Show the lines below that contain the string "will".

**********

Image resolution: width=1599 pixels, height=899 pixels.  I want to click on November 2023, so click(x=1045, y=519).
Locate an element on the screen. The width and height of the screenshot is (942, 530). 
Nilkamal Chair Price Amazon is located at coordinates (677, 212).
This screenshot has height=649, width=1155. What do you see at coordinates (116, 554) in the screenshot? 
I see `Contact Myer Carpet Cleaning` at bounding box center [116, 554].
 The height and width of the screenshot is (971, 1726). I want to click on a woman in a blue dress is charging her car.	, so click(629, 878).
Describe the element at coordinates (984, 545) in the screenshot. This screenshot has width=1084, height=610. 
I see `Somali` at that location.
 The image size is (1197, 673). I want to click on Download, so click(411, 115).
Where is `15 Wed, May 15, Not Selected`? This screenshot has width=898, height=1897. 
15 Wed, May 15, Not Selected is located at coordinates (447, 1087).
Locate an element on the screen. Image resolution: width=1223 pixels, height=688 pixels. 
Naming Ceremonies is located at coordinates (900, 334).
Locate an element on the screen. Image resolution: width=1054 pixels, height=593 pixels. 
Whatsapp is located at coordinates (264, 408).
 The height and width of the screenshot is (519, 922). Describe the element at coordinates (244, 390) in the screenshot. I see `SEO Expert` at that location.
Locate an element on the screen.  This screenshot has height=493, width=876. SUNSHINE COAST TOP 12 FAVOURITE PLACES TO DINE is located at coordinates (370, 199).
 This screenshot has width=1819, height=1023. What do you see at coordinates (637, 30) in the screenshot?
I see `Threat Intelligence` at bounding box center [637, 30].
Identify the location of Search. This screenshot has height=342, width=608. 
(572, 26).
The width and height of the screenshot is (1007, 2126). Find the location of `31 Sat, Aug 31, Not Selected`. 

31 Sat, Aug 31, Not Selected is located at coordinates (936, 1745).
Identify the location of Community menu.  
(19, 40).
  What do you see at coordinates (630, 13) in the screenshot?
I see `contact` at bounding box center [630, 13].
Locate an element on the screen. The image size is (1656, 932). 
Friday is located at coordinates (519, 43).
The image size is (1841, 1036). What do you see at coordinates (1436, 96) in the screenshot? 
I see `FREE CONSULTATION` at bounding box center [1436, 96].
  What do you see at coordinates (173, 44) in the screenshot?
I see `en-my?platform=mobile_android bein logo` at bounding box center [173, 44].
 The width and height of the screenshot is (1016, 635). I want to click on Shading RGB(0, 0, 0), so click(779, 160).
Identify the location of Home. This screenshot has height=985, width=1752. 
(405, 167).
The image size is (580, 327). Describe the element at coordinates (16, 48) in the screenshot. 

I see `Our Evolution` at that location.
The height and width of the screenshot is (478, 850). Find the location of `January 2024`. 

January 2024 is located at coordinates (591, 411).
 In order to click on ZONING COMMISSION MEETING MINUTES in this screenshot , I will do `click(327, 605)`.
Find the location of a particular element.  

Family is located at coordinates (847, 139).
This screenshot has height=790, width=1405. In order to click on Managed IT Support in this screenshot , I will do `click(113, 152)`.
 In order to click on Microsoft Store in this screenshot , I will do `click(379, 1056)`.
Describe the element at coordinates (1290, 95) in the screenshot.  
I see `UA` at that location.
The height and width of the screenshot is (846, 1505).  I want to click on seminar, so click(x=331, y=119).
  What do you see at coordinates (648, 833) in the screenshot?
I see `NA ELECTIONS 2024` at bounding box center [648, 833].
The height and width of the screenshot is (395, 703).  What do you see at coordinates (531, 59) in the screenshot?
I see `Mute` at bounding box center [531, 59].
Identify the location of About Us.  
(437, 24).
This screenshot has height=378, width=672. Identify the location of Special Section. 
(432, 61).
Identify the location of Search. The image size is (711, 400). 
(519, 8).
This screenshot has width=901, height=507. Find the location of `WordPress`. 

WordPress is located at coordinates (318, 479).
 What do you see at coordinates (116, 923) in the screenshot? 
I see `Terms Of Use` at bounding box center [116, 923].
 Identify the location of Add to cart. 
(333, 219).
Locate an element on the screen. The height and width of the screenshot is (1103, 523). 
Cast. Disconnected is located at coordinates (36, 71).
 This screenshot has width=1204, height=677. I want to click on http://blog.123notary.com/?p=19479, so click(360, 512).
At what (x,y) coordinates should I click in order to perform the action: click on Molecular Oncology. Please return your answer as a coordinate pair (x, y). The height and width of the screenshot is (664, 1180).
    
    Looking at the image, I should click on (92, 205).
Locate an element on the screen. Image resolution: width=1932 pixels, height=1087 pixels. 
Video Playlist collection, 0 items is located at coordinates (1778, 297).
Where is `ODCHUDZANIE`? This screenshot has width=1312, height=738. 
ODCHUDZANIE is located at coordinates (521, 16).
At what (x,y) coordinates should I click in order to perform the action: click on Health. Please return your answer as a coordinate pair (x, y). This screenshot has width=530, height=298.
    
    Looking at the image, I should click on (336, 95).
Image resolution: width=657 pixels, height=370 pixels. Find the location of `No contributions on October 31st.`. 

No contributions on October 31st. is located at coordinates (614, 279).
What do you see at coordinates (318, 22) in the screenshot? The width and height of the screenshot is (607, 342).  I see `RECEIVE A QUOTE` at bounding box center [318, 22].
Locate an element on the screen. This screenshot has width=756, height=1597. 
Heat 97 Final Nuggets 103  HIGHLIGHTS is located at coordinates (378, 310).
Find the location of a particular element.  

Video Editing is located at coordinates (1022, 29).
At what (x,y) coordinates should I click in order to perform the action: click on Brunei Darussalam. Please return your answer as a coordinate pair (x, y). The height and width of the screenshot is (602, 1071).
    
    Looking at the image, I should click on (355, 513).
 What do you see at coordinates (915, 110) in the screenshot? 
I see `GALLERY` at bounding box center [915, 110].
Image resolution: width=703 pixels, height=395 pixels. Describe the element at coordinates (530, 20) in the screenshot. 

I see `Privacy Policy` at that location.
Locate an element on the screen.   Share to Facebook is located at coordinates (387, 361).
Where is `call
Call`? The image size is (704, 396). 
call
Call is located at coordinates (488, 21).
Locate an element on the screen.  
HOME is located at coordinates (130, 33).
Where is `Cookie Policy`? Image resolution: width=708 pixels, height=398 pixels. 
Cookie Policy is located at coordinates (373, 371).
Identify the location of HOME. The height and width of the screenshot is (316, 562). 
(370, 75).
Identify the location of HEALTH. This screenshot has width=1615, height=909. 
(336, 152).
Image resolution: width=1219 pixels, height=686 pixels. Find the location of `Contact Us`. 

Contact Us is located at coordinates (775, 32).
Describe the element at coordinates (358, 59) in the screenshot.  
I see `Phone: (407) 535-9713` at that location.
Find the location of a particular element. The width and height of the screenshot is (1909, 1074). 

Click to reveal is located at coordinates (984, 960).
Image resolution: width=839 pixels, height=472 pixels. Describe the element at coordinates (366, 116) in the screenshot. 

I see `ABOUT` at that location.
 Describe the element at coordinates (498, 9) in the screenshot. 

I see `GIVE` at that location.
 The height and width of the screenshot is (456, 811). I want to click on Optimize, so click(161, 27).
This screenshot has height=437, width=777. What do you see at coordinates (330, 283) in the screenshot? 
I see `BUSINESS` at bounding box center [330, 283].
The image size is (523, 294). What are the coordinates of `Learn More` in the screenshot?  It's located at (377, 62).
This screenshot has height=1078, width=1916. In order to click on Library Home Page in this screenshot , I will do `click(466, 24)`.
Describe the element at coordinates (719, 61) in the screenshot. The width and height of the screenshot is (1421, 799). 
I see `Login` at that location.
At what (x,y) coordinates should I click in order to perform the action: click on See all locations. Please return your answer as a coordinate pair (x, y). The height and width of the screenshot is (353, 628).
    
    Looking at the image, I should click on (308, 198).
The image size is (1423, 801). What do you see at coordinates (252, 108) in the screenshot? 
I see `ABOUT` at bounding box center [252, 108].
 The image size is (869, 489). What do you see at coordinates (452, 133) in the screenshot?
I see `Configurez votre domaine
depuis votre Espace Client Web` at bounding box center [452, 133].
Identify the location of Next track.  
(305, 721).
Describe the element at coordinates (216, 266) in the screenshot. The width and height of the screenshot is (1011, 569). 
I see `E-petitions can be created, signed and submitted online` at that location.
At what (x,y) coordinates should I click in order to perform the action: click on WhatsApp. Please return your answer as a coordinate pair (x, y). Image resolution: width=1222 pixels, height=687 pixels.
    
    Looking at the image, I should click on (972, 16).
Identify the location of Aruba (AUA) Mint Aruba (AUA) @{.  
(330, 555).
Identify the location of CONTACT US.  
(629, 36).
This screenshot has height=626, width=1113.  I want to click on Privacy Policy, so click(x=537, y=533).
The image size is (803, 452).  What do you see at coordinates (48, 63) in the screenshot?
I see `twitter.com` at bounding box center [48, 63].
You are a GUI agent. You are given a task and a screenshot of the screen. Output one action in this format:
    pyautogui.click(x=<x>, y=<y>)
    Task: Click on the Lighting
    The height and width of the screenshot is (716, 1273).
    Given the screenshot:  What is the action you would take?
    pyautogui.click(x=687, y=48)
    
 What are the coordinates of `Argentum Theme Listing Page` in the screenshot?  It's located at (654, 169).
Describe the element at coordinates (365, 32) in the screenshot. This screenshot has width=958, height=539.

**********

▸ ANSWER SECTION:
 In order to click on ZONING COMMISSION MEETING MINUTES in this screenshot , I will do `click(327, 605)`.
This screenshot has height=790, width=1405. In order to click on Managed IT Support in this screenshot , I will do `click(113, 152)`.
 In order to click on Microsoft Store in this screenshot , I will do `click(379, 1056)`.
This screenshot has height=1078, width=1916. In order to click on Library Home Page in this screenshot , I will do `click(466, 24)`.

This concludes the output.